Source: Washington Post
What happens if the president talks like a mafia boss toward a foreign leader? We have begun to find out. A rough transcript of President Trump’s call with the Ukrainian president has prompted shock from Democrats, and shock-that-there’s-any-shock from Republicans. But for me — a former White House national security staffer in both the Trump and Obama administrations — the call revealed what I had already seen firsthand: How the president chooses his words is how he governs.
I first discovered presidential lexicons run the world after joining the National Security Council staff in early 2016. In the Obama administration, sports analogies dominated White House speech from the Oval Office on down. This reflected the hard-work ethos: President Barack Obama reminded us that our job was to “leave it all on the field.” On the NSC staff, we were taking our turn as stewards of U.S. foreign policy, running “through the tape” until we could “pass that baton” to the next administration. And though it was late in Obama’s second term, he often reminded us: “Big things happen late in the fourth quarter.”
All the sports talk didn’t just reflect the high adrenaline. It also mirrored a particular vision of ourselves as public servants: teammates with a shared mission. Our job was to “move the ball down the field” toward solving big, complex problems — sometimes, problems so complex we needed to plot out the first 10 “plays.”
Admittedly, progress was often incremental: The president framed our goals in terms of hitting singles, doubles and the occasional home run. But we were reminded that “hard things are hard,” and when tackling hard things such as climate change or terrorism, incremental progress worked.
Above all, we spoke in terms of opportunities. NSC staffers inevitably had to respond to unforeseen crises every day, but our leadership urged us to stay focused on what we, in Obama-speak, called our “affirmative agenda” — and to put “points on the board” to achieve it. Someone passed out stickers exhorting us to “FIGHT CYNICISM” and “UNLOCK THE IMPOSSIBLE.”
After the 2016 election, I stayed on at the National Security Council. As my new leadership arrived in early 2017, I tried to take on a fresh vernacular to resonate with the new businessman in chief. I couched policy recommendations in terms of “good deal” or “bad deal.” I injected “return on investment” and “burden sharing” into my memos.
But I struggled to figure out the overarching objectives of the Trump team lexicon. What “affirmative agenda” was all this haggling meant to advance? Sure, “America First” was our new motto — but that didn’t provide specific guidance on tackling most national security dilemmas. Some officials tried to develop the slogans into a broader articulation of Trump foreign policy. But we all knew that one predawn presidential tweet could upend any carefully crafted policy message.
For months, I tried to explain to colleagues elsewhere in government what, exactly, the NSC position on a Middle Eastern country was. They complained that the White House’s statements kept changing, and I couldn’t argue. So I finally took to parroting President Trump’s own preferred response: “We’ll see what happens.” And when the president directly contradicted his team on myriad issues, I stopped pretending this was all a coherent messaging strategy. I copied his official spokespeople: “I will let the president speak for himself.”
I finally stumbled upon three key realizations about language in the Trump administration: First, getting the words right didn’t matter. The precise phrase to explain a U.S. policy position didn’t matter. Perfect talking points for the president’s conversations with foreign leaders really didn’t matter, because he wouldn’t use them anyway. In fact, the lack of clarity often let the president claim his words were misconstrued. The lack of clarity was the point.
Second, we had shifted from the language of opportunity to a language of threats. I filed away my “UNLOCK THE IMPOSSIBLE” stickers and adjusted to “protect our sovereignty” in an “extraordinarily dangerous world.”
And third, unlike the sports-team lexicon of the Obama White House, there was no longer a “team” at all. In the Trump administration, national security priorities were indistinguishable from personal interests.
Last week, Trump’s remarks about the whistleblower hit all these familiar notes of personal vendetta and vagueness: “You know what we used to do in the old days when we were smart? Right? With spies and treason, right? We used to handle them a little differently than we do now.”
Today, I wonder what lexicon Americans want their president to embrace when he speaks to the world. Do they want a quarterback trying to move the ball down the field? Or are they gratified by a leader speaking in menacing innuendo? And finally: If the White House’s words have lost their meaning, does anyone care?
In coming months, as the president says, we’ll see what happens.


Your task:
The answer must consist solely of the lines from the one with "Enumerate the UI" through the last line of the data, copied exactly, with no pictures.

Given records:
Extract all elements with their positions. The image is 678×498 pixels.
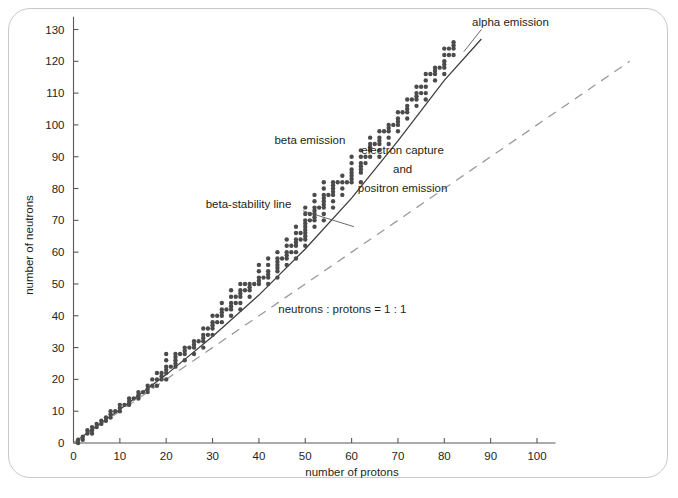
data-point [234, 294, 238, 298]
data-point [164, 364, 168, 368]
data-point [280, 256, 284, 260]
data-point [266, 269, 270, 273]
data-point [238, 288, 242, 292]
data-point [428, 72, 432, 76]
data-point [340, 193, 344, 197]
data-point [345, 180, 349, 184]
data-point [145, 384, 149, 388]
data-point [322, 193, 326, 197]
data-point [298, 237, 302, 241]
data-point [169, 364, 173, 368]
data-point [215, 320, 219, 324]
data-point [442, 53, 446, 57]
annotation-electron-capture-line1: electron capture [361, 144, 443, 156]
data-point [229, 294, 233, 298]
nuclide-stability-chart: 0102030405060708090100010203040506070809… [0, 0, 678, 498]
data-point [447, 53, 451, 57]
x-tick-label: 60 [345, 450, 358, 462]
data-point [419, 85, 423, 89]
data-point [224, 307, 228, 311]
annotation-beta-stability-line-label: beta-stability line [206, 198, 292, 210]
y-axis-title: number of neutrons [23, 195, 35, 295]
data-point [289, 250, 293, 254]
data-point [257, 263, 261, 267]
y-tick-label: 60 [52, 246, 65, 258]
data-point [150, 377, 154, 381]
data-point [386, 135, 390, 139]
data-point [238, 282, 242, 286]
data-point [396, 116, 400, 120]
data-point [405, 104, 409, 108]
data-point [266, 263, 270, 267]
data-point [442, 59, 446, 63]
data-point [442, 72, 446, 76]
data-point [178, 352, 182, 356]
data-point [285, 237, 289, 241]
data-point [382, 129, 386, 133]
data-point [424, 85, 428, 89]
data-point [150, 384, 154, 388]
data-point [266, 256, 270, 260]
data-point [220, 301, 224, 305]
data-point [164, 352, 168, 356]
data-point [192, 339, 196, 343]
data-point [335, 180, 339, 184]
data-point [322, 180, 326, 184]
data-point [118, 403, 122, 407]
data-point [261, 275, 265, 279]
data-point [442, 46, 446, 50]
data-point [155, 371, 159, 375]
data-point [99, 419, 103, 423]
data-point [196, 339, 200, 343]
data-point [113, 409, 117, 413]
data-point [414, 91, 418, 95]
data-point [331, 205, 335, 209]
data-point [132, 396, 136, 400]
data-point [257, 269, 261, 273]
data-point [414, 104, 418, 108]
annotation-ratio-label: neutrons : protons = 1 : 1 [278, 303, 406, 315]
data-point [234, 301, 238, 305]
data-point [201, 333, 205, 337]
data-point [437, 65, 441, 69]
data-point [159, 371, 163, 375]
annotation-beta-emission: beta emission [274, 134, 345, 146]
data-point [275, 250, 279, 254]
data-point [312, 225, 316, 229]
data-point [136, 390, 140, 394]
x-tick-label: 90 [484, 450, 497, 462]
data-point [396, 110, 400, 114]
data-point [451, 40, 455, 44]
data-point [183, 358, 187, 362]
data-point [247, 294, 251, 298]
data-point [229, 288, 233, 292]
data-point [243, 288, 247, 292]
data-point [424, 72, 428, 76]
x-tick-label: 50 [299, 450, 312, 462]
data-point [192, 352, 196, 356]
data-point [405, 116, 409, 120]
data-point [275, 275, 279, 279]
data-point [201, 345, 205, 349]
data-point [215, 314, 219, 318]
data-point [94, 422, 98, 426]
y-tick-label: 80 [52, 183, 65, 195]
data-point [349, 155, 353, 159]
data-point [349, 167, 353, 171]
data-point [164, 377, 168, 381]
y-tick-label: 30 [52, 342, 65, 354]
data-point [141, 390, 145, 394]
x-tick-label: 70 [392, 450, 405, 462]
data-point [294, 256, 298, 260]
data-point [127, 396, 131, 400]
y-tick-label: 70 [52, 214, 65, 226]
data-point [206, 326, 210, 330]
data-point [183, 345, 187, 349]
data-point [201, 326, 205, 330]
data-point [76, 438, 80, 442]
data-point [359, 161, 363, 165]
y-tick-label: 40 [52, 310, 65, 322]
data-point [424, 97, 428, 101]
data-point [396, 129, 400, 133]
data-point [210, 333, 214, 337]
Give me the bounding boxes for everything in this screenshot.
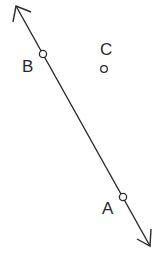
label-b: B xyxy=(22,57,33,76)
arrowhead-top-icon xyxy=(13,6,31,22)
label-a: A xyxy=(102,199,114,218)
label-c: C xyxy=(100,40,112,59)
point-a xyxy=(119,193,126,200)
line-ba xyxy=(16,6,150,246)
point-c xyxy=(101,66,108,73)
point-b xyxy=(39,50,46,57)
geometry-diagram: B C A xyxy=(0,0,157,263)
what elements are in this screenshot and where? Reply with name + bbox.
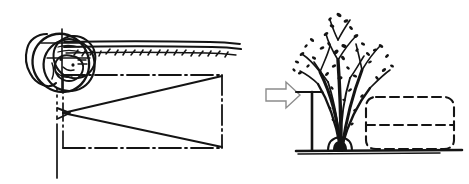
sketch-canvas: [0, 0, 469, 184]
ground-line: [296, 150, 462, 151]
sketch-figure: [0, 0, 469, 184]
eye-mark-left: [59, 57, 62, 61]
ground-line-shadow: [298, 153, 440, 154]
eye-mark-right: [71, 63, 74, 67]
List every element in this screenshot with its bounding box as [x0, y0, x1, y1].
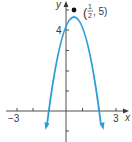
parabola-graph: y x −3 3 4 ( 1 2 , 5) — [0, 0, 132, 142]
vertex-x-denominator: 2 — [88, 12, 92, 19]
vertex-label: ( 1 2 , 5) — [83, 3, 107, 20]
x-tick-label-3: 3 — [113, 113, 119, 124]
y-axis-label: y — [55, 0, 62, 10]
curve-left-arrow-icon — [45, 122, 50, 130]
vertex-point — [72, 8, 77, 13]
y-tick-label-4: 4 — [56, 25, 62, 36]
vertex-x-numerator: 1 — [88, 3, 92, 10]
x-axis-label: x — [124, 112, 131, 123]
x-tick-label-neg3: −3 — [8, 113, 20, 124]
vertex-y-value: , 5) — [93, 6, 107, 17]
y-axis-arrow-icon — [64, 1, 69, 7]
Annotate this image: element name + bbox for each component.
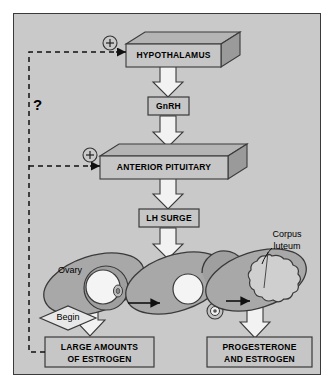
begin-label: Begin bbox=[40, 312, 96, 322]
gnrh-label: GnRH bbox=[148, 101, 189, 111]
ovary-label: Ovary bbox=[58, 265, 82, 275]
block-arrow-pituitary-to-lh bbox=[153, 178, 183, 209]
corpus-luteum-label-line2: luteum bbox=[258, 241, 316, 251]
progesterone-label-line1: PROGESTERONE bbox=[207, 342, 312, 352]
plus-circle-pituitary bbox=[83, 148, 97, 162]
question-mark-annotation: ? bbox=[33, 96, 42, 113]
plus-circle-hypothalamus bbox=[103, 36, 117, 50]
estrogen-label-line1: LARGE AMOUNTS bbox=[45, 342, 154, 352]
block-arrow-gnrh-to-pituitary bbox=[153, 116, 183, 147]
diagram-canvas: HYPOTHALAMUS GnRH ANTERIOR PITUITARY LH … bbox=[0, 0, 335, 389]
lh-surge-label: LH SURGE bbox=[139, 213, 199, 223]
estrogen-label-line2: OF ESTROGEN bbox=[45, 354, 154, 364]
corpus-luteum-label-line1: Corpus bbox=[258, 229, 316, 239]
anterior-pituitary-label: ANTERIOR PITUITARY bbox=[100, 162, 228, 172]
block-arrow-hypothalamus-to-gnrh bbox=[153, 66, 183, 97]
hypothalamus-label: HYPOTHALAMUS bbox=[126, 50, 221, 60]
progesterone-label-line2: AND ESTROGEN bbox=[207, 354, 312, 364]
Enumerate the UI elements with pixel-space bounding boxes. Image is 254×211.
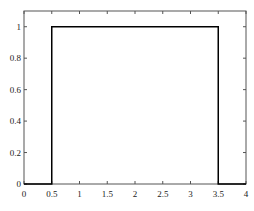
x-tick-label: 0 — [22, 189, 27, 199]
y-tick-label: 0.4 — [10, 116, 22, 126]
x-tick-label: 4 — [244, 189, 249, 199]
y-axis-ticks: 00.20.40.60.81 — [10, 22, 246, 189]
y-tick-label: 0 — [17, 179, 22, 189]
y-tick-label: 1 — [17, 22, 22, 32]
x-tick-label: 3 — [188, 189, 193, 199]
x-tick-label: 1.5 — [102, 189, 114, 199]
x-tick-label: 3.5 — [213, 189, 225, 199]
x-tick-label: 0.5 — [46, 189, 58, 199]
y-tick-label: 0.8 — [10, 53, 22, 63]
pulse-line — [24, 27, 246, 184]
y-tick-label: 0.6 — [10, 85, 22, 95]
pulse-chart: 00.511.522.533.54 00.20.40.60.81 — [0, 0, 254, 211]
y-tick-label: 0.2 — [10, 148, 21, 158]
x-tick-label: 1 — [77, 189, 82, 199]
x-axis-ticks: 00.511.522.533.54 — [22, 11, 249, 199]
axes-box — [24, 11, 246, 184]
x-tick-label: 2.5 — [157, 189, 169, 199]
x-tick-label: 2 — [133, 189, 138, 199]
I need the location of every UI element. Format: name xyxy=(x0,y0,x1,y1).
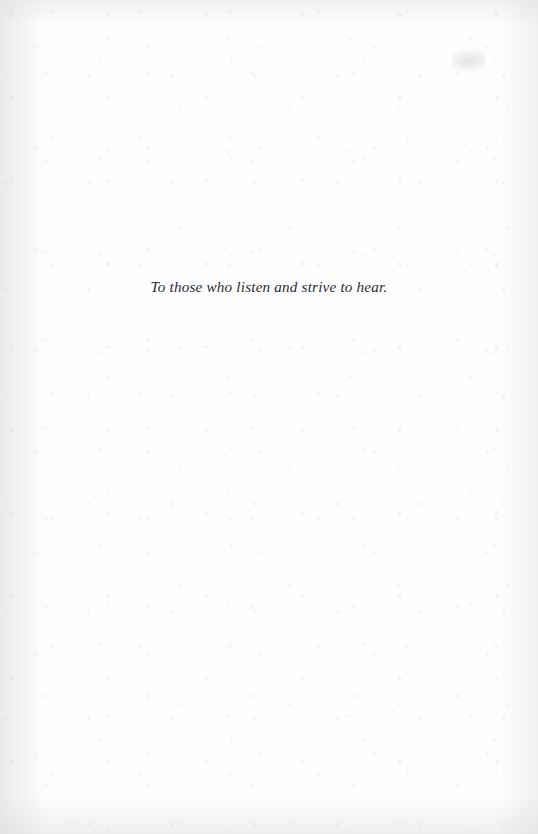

Solution:
Enumerate the UI elements with pixel-space bounding boxes. Image is 254×211.
x-tick-label: 0 — [22, 189, 27, 199]
y-tick-label: 0.4 — [10, 116, 22, 126]
x-tick-label: 4 — [244, 189, 249, 199]
y-axis-ticks: 00.20.40.60.81 — [10, 22, 246, 189]
y-tick-label: 0 — [17, 179, 22, 189]
y-tick-label: 1 — [17, 22, 22, 32]
x-tick-label: 3 — [188, 189, 193, 199]
x-tick-label: 1.5 — [102, 189, 114, 199]
x-tick-label: 3.5 — [213, 189, 225, 199]
x-tick-label: 0.5 — [46, 189, 58, 199]
y-tick-label: 0.8 — [10, 53, 22, 63]
pulse-line — [24, 27, 246, 184]
y-tick-label: 0.6 — [10, 85, 22, 95]
pulse-chart: 00.511.522.533.54 00.20.40.60.81 — [0, 0, 254, 211]
y-tick-label: 0.2 — [10, 148, 21, 158]
x-tick-label: 1 — [77, 189, 82, 199]
x-axis-ticks: 00.511.522.533.54 — [22, 11, 249, 199]
axes-box — [24, 11, 246, 184]
x-tick-label: 2.5 — [157, 189, 169, 199]
x-tick-label: 2 — [133, 189, 138, 199]
I need the location of every UI element. Format: name xyxy=(x0,y0,x1,y1).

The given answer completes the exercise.